Monday, November 5, 2012

Chemistry in Eclipses

The 14th November 2012 excites students of physics and those interested in astronomy. This is the date of a total eclipse of the sun. The area of totality will pass over northern Australia, from east of Darwin in the Northern Territory to the Cape York Peninsula of Far North Queensland, turning morning into darkness. The rest of Australia will see a partial eclipse.

But why would chemists get excited about a solar eclipse?
The story begins more than 200 years ago ...

Gaps in the Solar Spectrum?
In 1802 an English Chemist, William Hyde Wollaston, was the first person to record the appearance of a number of dark lines in the emission spectrum of light from the sun.
In 1814, German physicist Joseph von Fraunhofer began measuring the wavelengths of over 570 of these lines.

Fingerprinting the Sun
Robert Gustave Kirchhoff and Robert Bunsen, developed a better prism-based spectroscope and observed that the spectral lines emitted by a gas occurred at the same wavelength as the absorption lines observed when incandescent light from Bunsen's burner shone through the same gas heated at the same temperature.
Then Kirchhoff,  proposed the laws of spectroscopy which bear his name:
  1. A hot solid object produces light with a continuous spectrum
  2. A hot tenuous gas produces light with spectral lines at discrete wavelengths (an emission spectrum)
  3. A hot solid object surrounded by a cooler tenuous gas produces light with an almost continuous spectrum with gaps at discrete wavelengths (an absorption spectrum)
A star, like the sun, will create an absorption line spectrum because the continuous spectrum emitted by the dense, opaque gas that makes up most of the star passes through the cooler, transparent atmosphere of the star.
In 1859, Kirchhoff  demonstrated that all pure substances display their own characteristic spectrum, so it is possible to use the spectrum of elements to identify elements in a mixture, just like each person's fingerprints are unique and can be used to identify them. He proposed  that the lines in the solar spectrum are caused by the absorption of light by elements in the solar atmosphere and set out to identify the elements present in our sun.

New Element Discovered
On the 18th August 1868 there was a total solar eclipse. In India, French astronomer Pierre Janssen observed this eclipse using a spectroscope. He recorded a bright yellow line with a wavelength of 587.49 nm in the spectrum of the solar prominences. The same result was also recorded by British astronomer Norman Lockyer. This line could not be due to sodium, because although sodium produces a bright yellow line (actually more than 1), the wavelength of sodium's 'line' is about 589.3 nm. Lockyer proposed that this line was due to a new element which he called helium after the greek word 'helios' meaning 'sun'.
About 10 years later, Scottish chemist William Ramsay isolated helium on earth ...... but that's another story.

References:
http://eclipse.aaq.org.au/
http://www.csiro.au/en/Outcomes/Understanding-the-Universe/Tracking-spacecraft/History-of-total-solar-eclipses.aspx

Further Reading:

Suggested Study Questions:
  1. speed of light (m/s) = frequency (s-1) x wavelength (m)
    If the speed of light is 3 x 108 ms-1 calculate:
    • find the frequency of the 'yellow line' in sodium's spectrum
    • find the frequency of the yellow line for the new element found in the solar spectrum
  2.  speed of light (m/s) = frequency (s-1) x wavelength (m)
    If the speed of light is 3 x 108 ms-1 calculate:
    • wavelength of blue light with a frequency of 6.9 x 1014 s-1
    • wavelength of red light with a frequency of 4.6 x 1014 s-1
  3. The energy of light emitted, E, is Planck's constant,h, multiplied by the speed of light divided by the wavelength of light emitted. Write a mathematical equation to represent this.
  4. Use your equation above to calculate
    • energy of the blue light in question 2 above
    • energy of the red light in question 2 above
  5. Complete the following generalizations:
    • The longer the wavelength of light, the ___________ energy it has
    • The shorter the frequency of light, the _________ energy it has.
  6. Compare the wavelength of the 'yellow line' in sodium's spectrum and the yellow line for the 'new element'. Which element has
    • the longest wavelength
    • the shortest frequency
    • the most energy
  7. Describe the difference in the spectrum of light from the sun as seen in a spectroscope compared to the spectrum of light from a fluorescent light as seen in a spectroscope.
  8. Explain the differences between the two spectrum in question 7 above.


REQUIRED WORK: An exact transcription of the entries is required, with no images included.

PROVIDED MATERIAL:
►
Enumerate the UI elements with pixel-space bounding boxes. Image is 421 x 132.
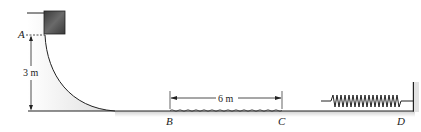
point-label-c: C — [278, 115, 286, 127]
arrow-right-icon — [275, 96, 282, 100]
wall-shading — [414, 82, 419, 112]
point-label-d: D — [396, 115, 405, 127]
arrow-left-icon — [171, 96, 178, 100]
ramp-shading — [27, 13, 115, 111]
height-label: 3 m — [23, 67, 39, 78]
point-label-a: A — [17, 28, 25, 40]
diagram-canvas: 3 m 6 m A B C D — [0, 0, 421, 132]
ground-shading — [115, 111, 415, 117]
rough-section-label: 6 m — [218, 93, 234, 104]
block — [44, 11, 65, 34]
point-label-b: B — [166, 115, 173, 127]
spring — [321, 95, 413, 107]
◄
TASK RESULT:
Enumerate the UI elements with pixel-space bounding boxes. Image is 421 x 132.
point-label-c: C — [278, 115, 286, 127]
arrow-right-icon — [275, 96, 282, 100]
wall-shading — [414, 82, 419, 112]
point-label-d: D — [396, 115, 405, 127]
arrow-left-icon — [171, 96, 178, 100]
ramp-shading — [27, 13, 115, 111]
height-label: 3 m — [23, 67, 39, 78]
point-label-a: A — [17, 28, 25, 40]
diagram-canvas: 3 m 6 m A B C D — [0, 0, 421, 132]
ground-shading — [115, 111, 415, 117]
rough-section-label: 6 m — [218, 93, 234, 104]
block — [44, 11, 65, 34]
point-label-b: B — [166, 115, 173, 127]
spring — [321, 95, 413, 107]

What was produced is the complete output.